In lung cancer, we subdivide at this stage, and that may change in the years to come, but right now we’re subdividing the T stage, the T descriptor, into 1, 2, 3, and 4, depending on the size of the lesion, depending on the location of the lesion, and whether or not there are other structures involved by the tumor itself, beyond the lungs. For example, if a tumor of the lung is directly invaded into the ribs, which is the chest wall, that is a T3 by definition of the descriptor T3.
The T1 lesions are the small little lesions that are not invading any structures, and as the tumors grow — so there’s a T, so T2 lesions are lesions that are larger, and T3 as well. The T4 lesions are lesions that are invading into structures that are considered, or historically were considered, to be non-operable, non-surgical, though that has changed over the years, but for a very limited number of patients.
The N descriptor relates, as I said earlier, to whether or not there is tumor into the lymphatics or the lymph nodes in the lung or around the lung, and the N descriptor will either be a 0, a 1, a 2, or a 3. 0 means the lymph nodes were examined, and there was no evidence of cancer in them. If no lymph nodes were examined, if for some reason during surgery there were no lymph nodes removed, the pathologist will put a descriptor X, meaning that we don’t have that information on hand.

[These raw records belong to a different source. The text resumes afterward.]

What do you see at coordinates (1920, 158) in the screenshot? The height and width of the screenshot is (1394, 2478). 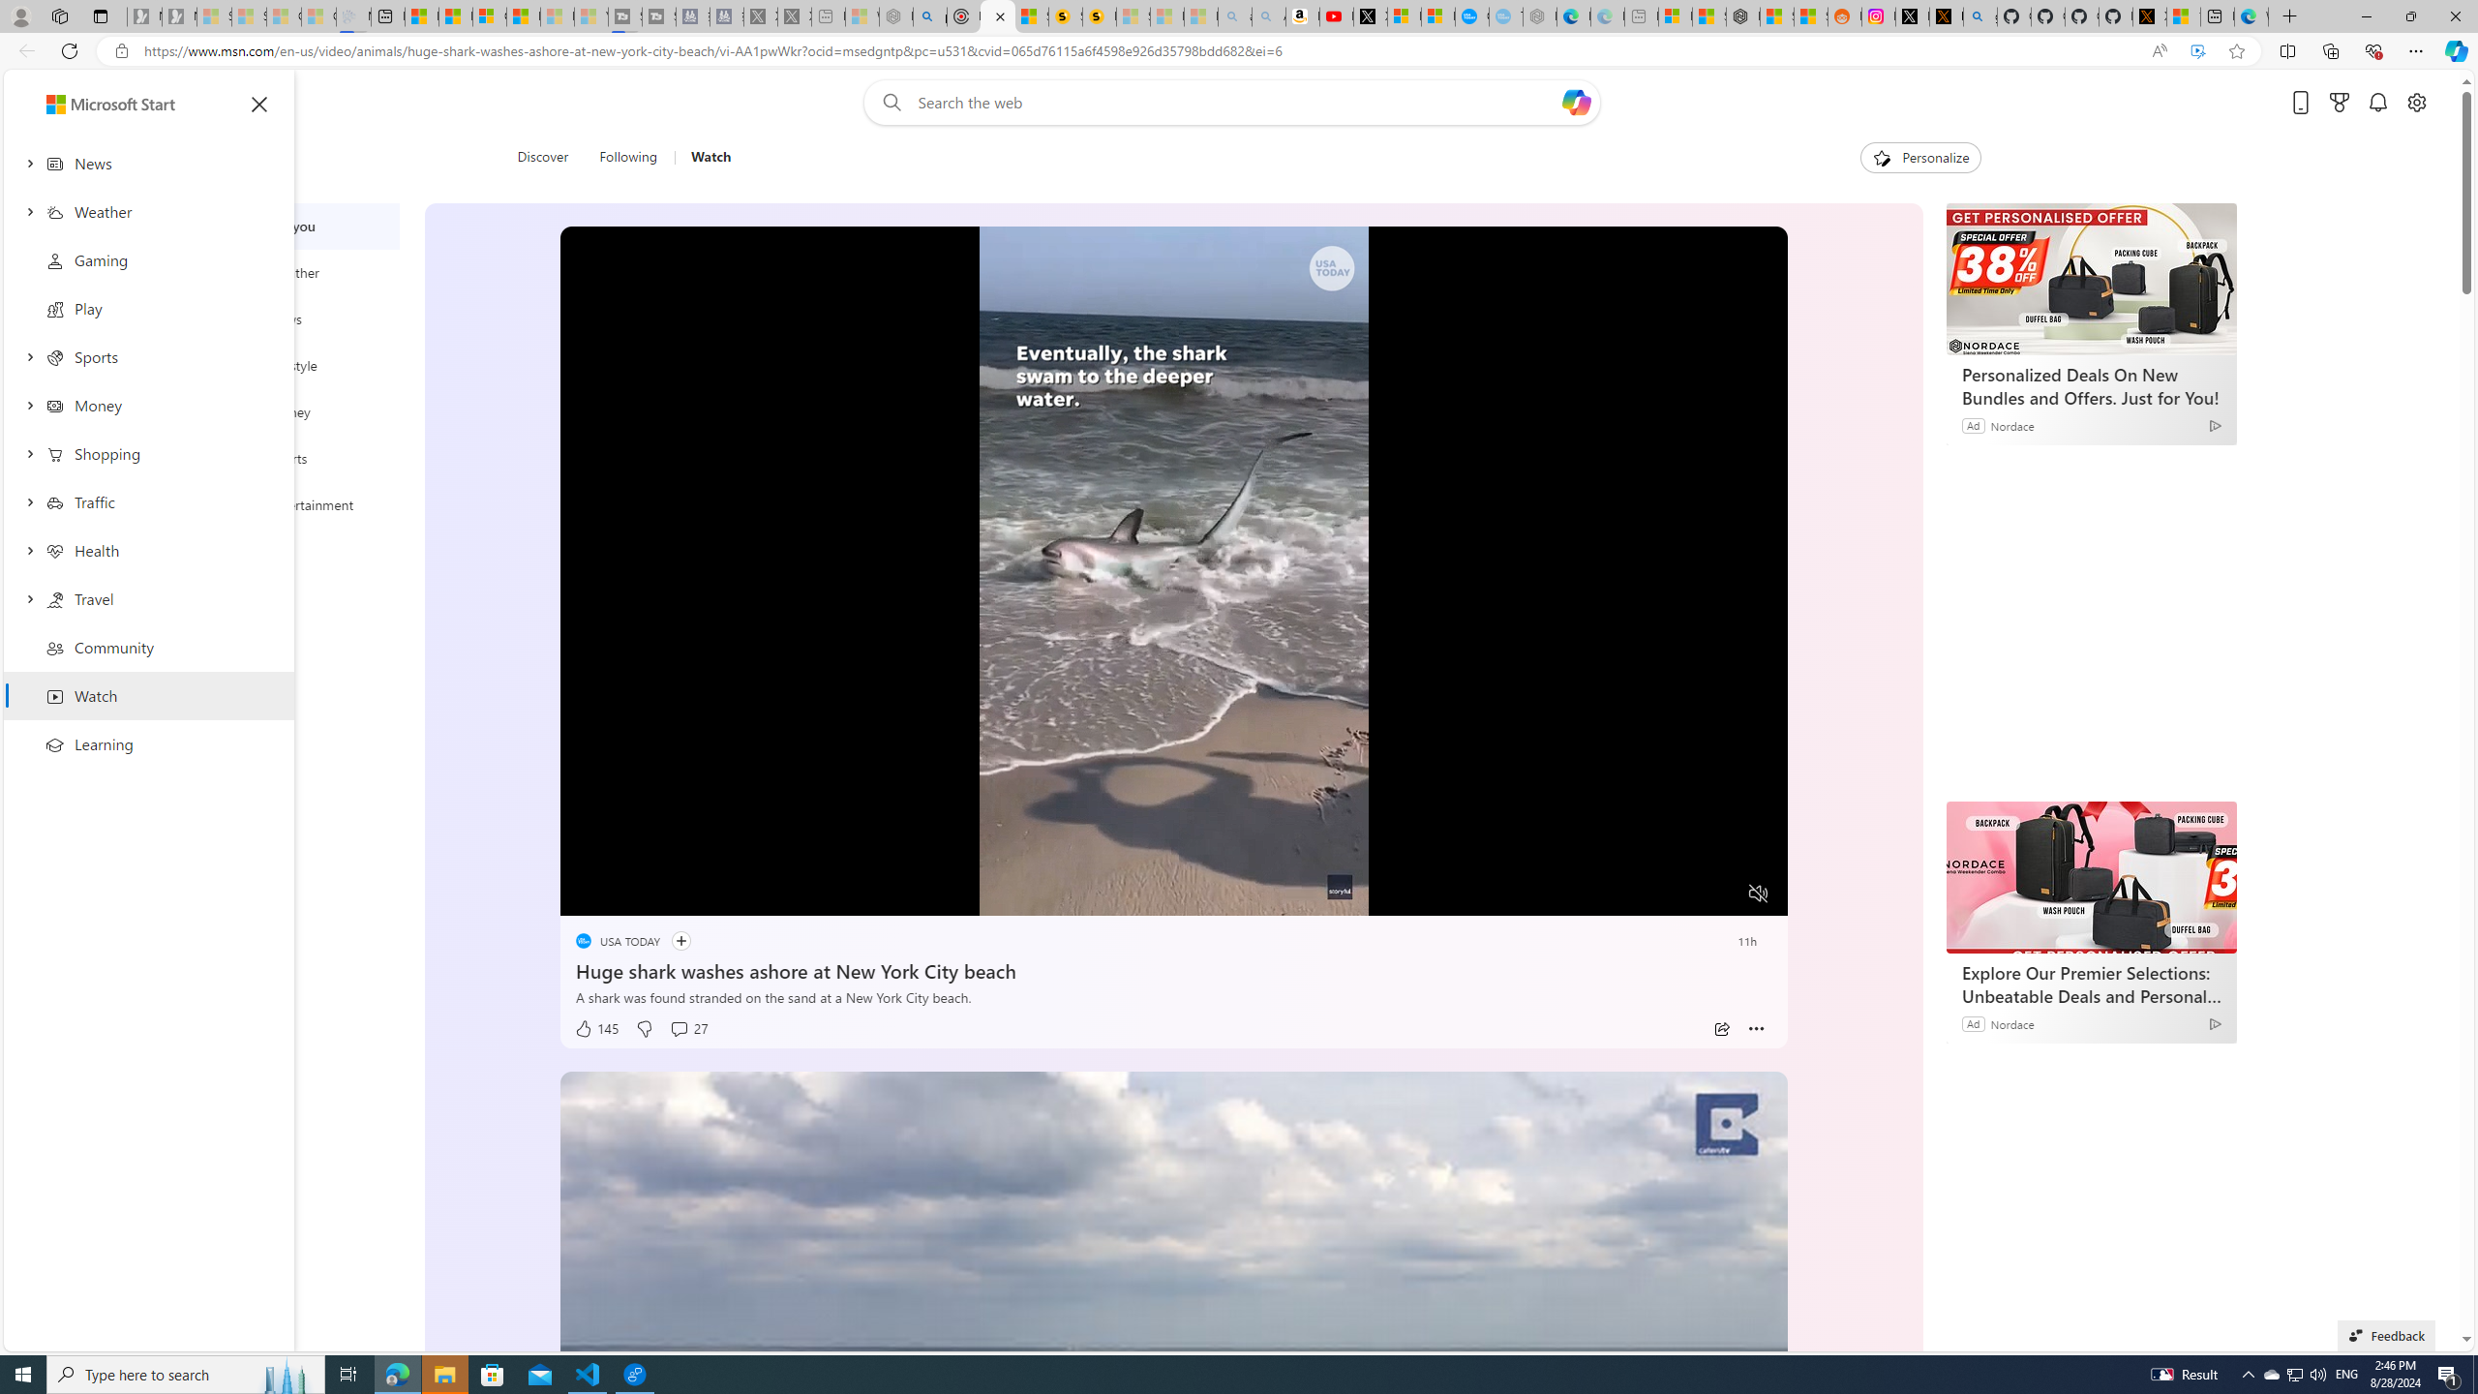 I see `Personalize` at bounding box center [1920, 158].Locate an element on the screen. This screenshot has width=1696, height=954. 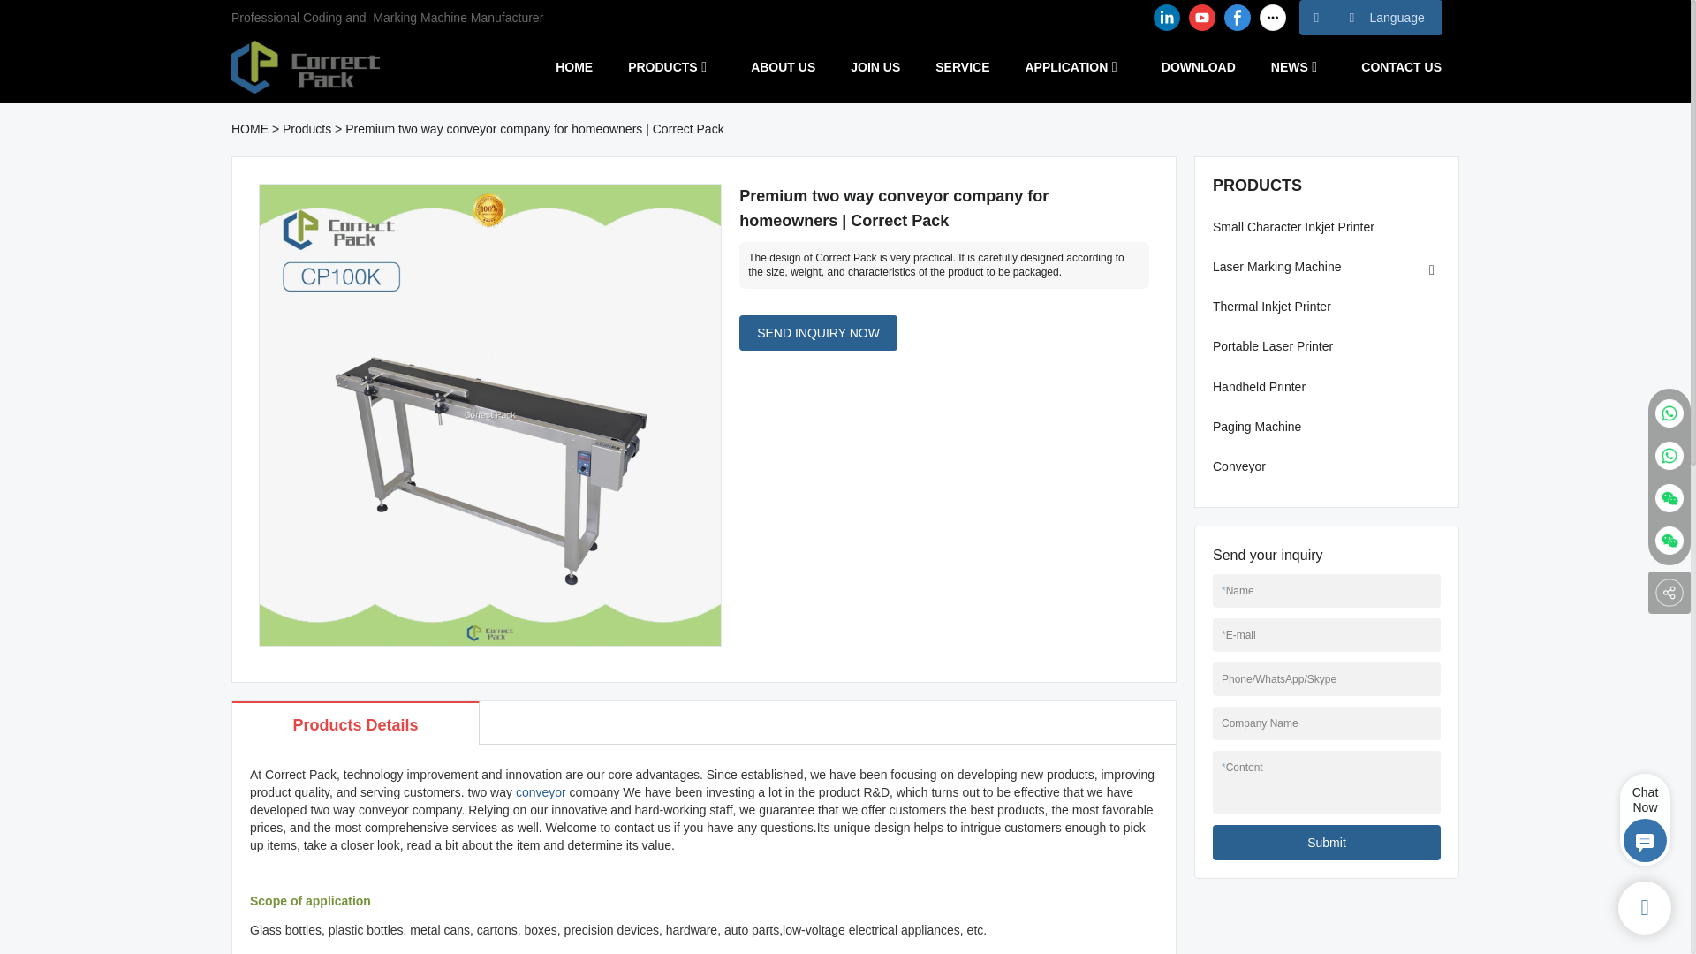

If the lymph nodes within the lung itself are involved, any number, it’s an N1. Once lymph nodes that are outside the lung are involved, it’s at least an N2, and if those nodes are further away from the lung itself, either on the other side of the midline, or higher up at the root of the neck, it becomes an N3. That’s the highest number that we can put to the nodal descriptor.
The M descriptor relates to a metastasis or not, so M0 means there are none, and M1 means there are. Now we have an M1a, M1b, depending on which areas are affected by metastasis, but in general, the treatment is all the same.
Now, those descriptors, we group them together depending on whether it’s a T1, N0, M0, or a T1, N2, M0, and we group them together and we define a stage. The stage is really what determines how we treat patients, as per established lines of care and standards of care.